Harley Quinn succeeded in reigniting my love for comics, more than just providing me with an entertaining read a couple of times a month it also drew me in to this gloriously self contained story (totally independent of crossovers) and I actually grew to care about Harley’s fortunes as she builds a new life for herself and her family of misfits, cheering her triumphs and sometimes worrying about her choices.
Then there’s the Joker, a character who is cause for excitement when appearing in any other comic, yet when he guest stars in Harley Quinn he’s a source of great discomfort. I seriously feel uneasy in any scenes with Joker and Harley since Harley admits she’s never sure if he is completely out of her system. Just as her friends Poison Ivy and Redtool are always wary with how Joker is able to manipulate and get inside her head. While this is not the frighteningly violent Joker of the Batman comics, he brings a subtle, sinister threat of manipulation and I get nervous in scenes where the two are alone.
The absolute highlight and probably the best written element of Harley Quinn is the relationship between Harley and recurring guest star Poison Ivy. Built on a loyal friendship and sisterhood that has become intimate, there is a genuine sweet warmth to their relationship which is handled beautifully by Amanda Conner so as not to come across more playfully romantic and sweet rather than exploitative. There is a wonderful chemistry between them and the excitement that Harley feels with her friend’s arrival and the sheer contentment and happiness over her presence just floats off the page.

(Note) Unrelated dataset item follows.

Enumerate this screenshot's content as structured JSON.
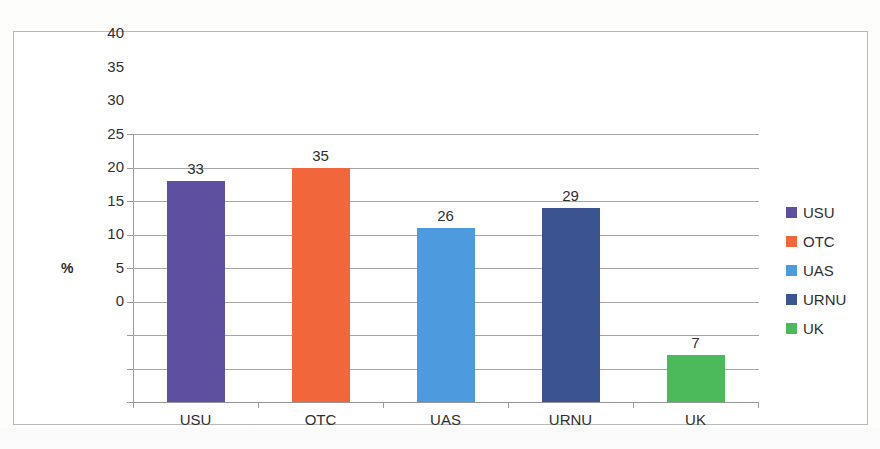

Which is what made issue 8 so absolutely heartbreaking and drove me to tears (I never had a man point to lose in the first place).
It was a fun issue with Harley and Ivy taking a vacation together and having no real threat to overcome other then embarrassment at the nudist element of the island and seeing their elderly friends in the all together. Then came the finale, where on the last day of the holiday Harley asked if Ivy would move in with her and what followed was two pages and twelve panels of the most moving scene I’ve read in comics for years.
The love, pain and heartbreak was conveyed perfectly as Ivy regretfully tells Harley that as much as she wants to she cannot leave her environmental crusade to commit herself to Harley full time. It’s an incredibly tender scene, full of pathos and ironically from two characters known to be villains made possibly by a glorious combination of imagery and dialogue. It’s a bittersweet ending after spending the issue seeing first hand the obvious love and affection between the two and with Harley lamenting the problems with vacations is “They always have to end.”
On the final page there is a moment where Harley is surrounded by her friends welcoming her home and embracing her. Her attention is fixed in the plane flying off in the distance and carrying Ivy away and as she longingly watches a tear runs down her face. It’s absolutely gut wrenching.
And this is why I love this comic so much, because it actually made me feel something. Giving me a moment when I knew I had been drawn into this world and made the character more than just ink and type on a page, something I can relate to and I know something that will stay with me for years to come.
Like when Jean Grey said goodbye to Scott Summers as she killed herself to save the Universe.
Like when in Preacher when Tulip about to be shot in the head begged “Can’t I kiss him goodbye?”
Like when the Executioner stood alone at Gjallerbru.
Or when Wolverine led the X-Men off to their deaths and asked the world to remember them.
These lump in the throat moments are personally for me are what I need to make me invest long term in a series. I need more than clever, intelligent writing. I need something to entertain me with laughs and action but also can touch my heart and make me care about Harley, Ivy, Tony, Redtool, Egg Fu and even the Beaver.
Harley Quinn does that and why it has become my favourite comic and shown I can still fall in love with comics again.